MYTH 11 – Humans can resolve any noticeable difference and do something about a rising CO2 with current politics. (west CO2 = no difference)
Bart,
“Another line says that back radiation exists, but cannot heat the planet’s surface because of feedback effects which tend to nullify it. I have not seen anyone lay out such an argument with compelling empirical evidence, but empirical evidence is also in inadequate supply for establishing that there is no such feedback.”
A bucket of water in the shade outside from the cold water tap in the morning doesn’t warm all day. A bucket of water in the sun outside all day from the cold water tap warms 35c. Back radiation made no difference to the bucket of water, but the sun made a huge difference.
A clear night warms up when it clouds over, scientific evidence of back radiation. The above example scientific evidence it can’t warm a volume of water.
In my above post included less than and greater than symbols, but were not allowed. Therefore the information in the brackets should have been.
(west less than CO2, east greater than CO2 = no difference)
Science_Author says:
November 21, 2012 at 1:24 am
“These frequencies, with corresponding intensities, merely resonate, and the effect is that the radiation is immediately re-emitted without any of its electro-magnetic energy ever being converted to thermal energy in the target.

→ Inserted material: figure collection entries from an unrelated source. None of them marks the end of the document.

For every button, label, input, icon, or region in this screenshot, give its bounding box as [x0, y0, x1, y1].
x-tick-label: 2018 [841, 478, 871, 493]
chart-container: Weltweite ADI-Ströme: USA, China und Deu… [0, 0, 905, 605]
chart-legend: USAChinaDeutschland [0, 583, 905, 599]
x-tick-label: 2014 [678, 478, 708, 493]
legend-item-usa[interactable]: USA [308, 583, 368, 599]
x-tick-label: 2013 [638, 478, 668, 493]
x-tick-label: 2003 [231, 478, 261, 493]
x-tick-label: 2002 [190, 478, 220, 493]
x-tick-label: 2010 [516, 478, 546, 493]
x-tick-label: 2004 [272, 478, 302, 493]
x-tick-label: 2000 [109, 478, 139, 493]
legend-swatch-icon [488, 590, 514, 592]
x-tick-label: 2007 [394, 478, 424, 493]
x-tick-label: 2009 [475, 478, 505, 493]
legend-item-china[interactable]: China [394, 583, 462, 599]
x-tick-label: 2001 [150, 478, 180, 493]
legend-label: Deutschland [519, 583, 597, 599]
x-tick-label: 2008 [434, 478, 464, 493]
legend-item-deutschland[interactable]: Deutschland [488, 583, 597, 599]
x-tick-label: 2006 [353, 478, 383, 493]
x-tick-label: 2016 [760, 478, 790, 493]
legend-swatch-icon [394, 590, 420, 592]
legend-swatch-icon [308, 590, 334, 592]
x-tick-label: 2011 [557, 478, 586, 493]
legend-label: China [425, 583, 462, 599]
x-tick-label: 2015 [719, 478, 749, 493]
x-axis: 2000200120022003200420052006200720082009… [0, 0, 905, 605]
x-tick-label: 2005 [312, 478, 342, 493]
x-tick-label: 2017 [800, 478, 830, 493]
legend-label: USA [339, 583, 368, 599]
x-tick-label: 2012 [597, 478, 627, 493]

That is, it does not transfer heat. However, the warmer body radiates more intensely [as a result of back radiation] and in more frequencies, and its Planck curve is thus higher and broader,”
If the warmer body radiates more intensely, does that not mean that it would have a higher temperature after all, as per the Stefan-Boltzman equation;
Radiative energy flux = T^4
Or am I missing something?
Brain F@rt alert! The dropping our atmosphere onto Mars was a bad example on my part. That would basically be the equivalent to putting an amount of gas into a larger container since Mars’ gravity is less than Earth’s, which would increase the volume and decrease the density THEREBY changing the lapse rate.
From Science_Author on November 21, 2012 at 6:01 am:
Consider a long radiation-proof and perfectly insulated cylinder full of air.
…
So an equilibrium is established with more molecules per cubic whatever in the lower regions and less at the top. But this means that temperature measurements will be higher at the base of the column than at the top.
Finally found the piece I was looking for. Willis Eschenbach was believing that too, seemed logical, until he actually worked through it. Here is why that is false, without math:
http://wattsupwiththat.com/2012/01/19/perpetuum-mobile/
It’s quite simple, really. Such a column of air will go isothermal, same temperature top to bottom. Same amount of thermal energy per volume, not per molecule as your belief would have it. Those air molecules with the highest kinetic energy will travel upwards the most, simple physics, conversion of kinetic energy to gravitational potential energy. Gravity would leave less molecules at the top, but they’ll have more energy, and the temperature, based on the average kinetic energy, would be the same as at the bottom.
Goes right back to thermodynamics. Just picture a perpendicular plane intersecting the cylinder somewhere, or put a mark on the outside of the cylinder to denote a level, same thing. If there are more molecules at a higher temperature below, thus more thermal energy per volume below, then hotter would flow to colder, thermal energy would flow upward. This would continue until above and below would have the same thermal energy per volume. Your cylinder of air would go isothermal.
More complete and other explanations are at that link. Go read, hopefully you’ll learn something.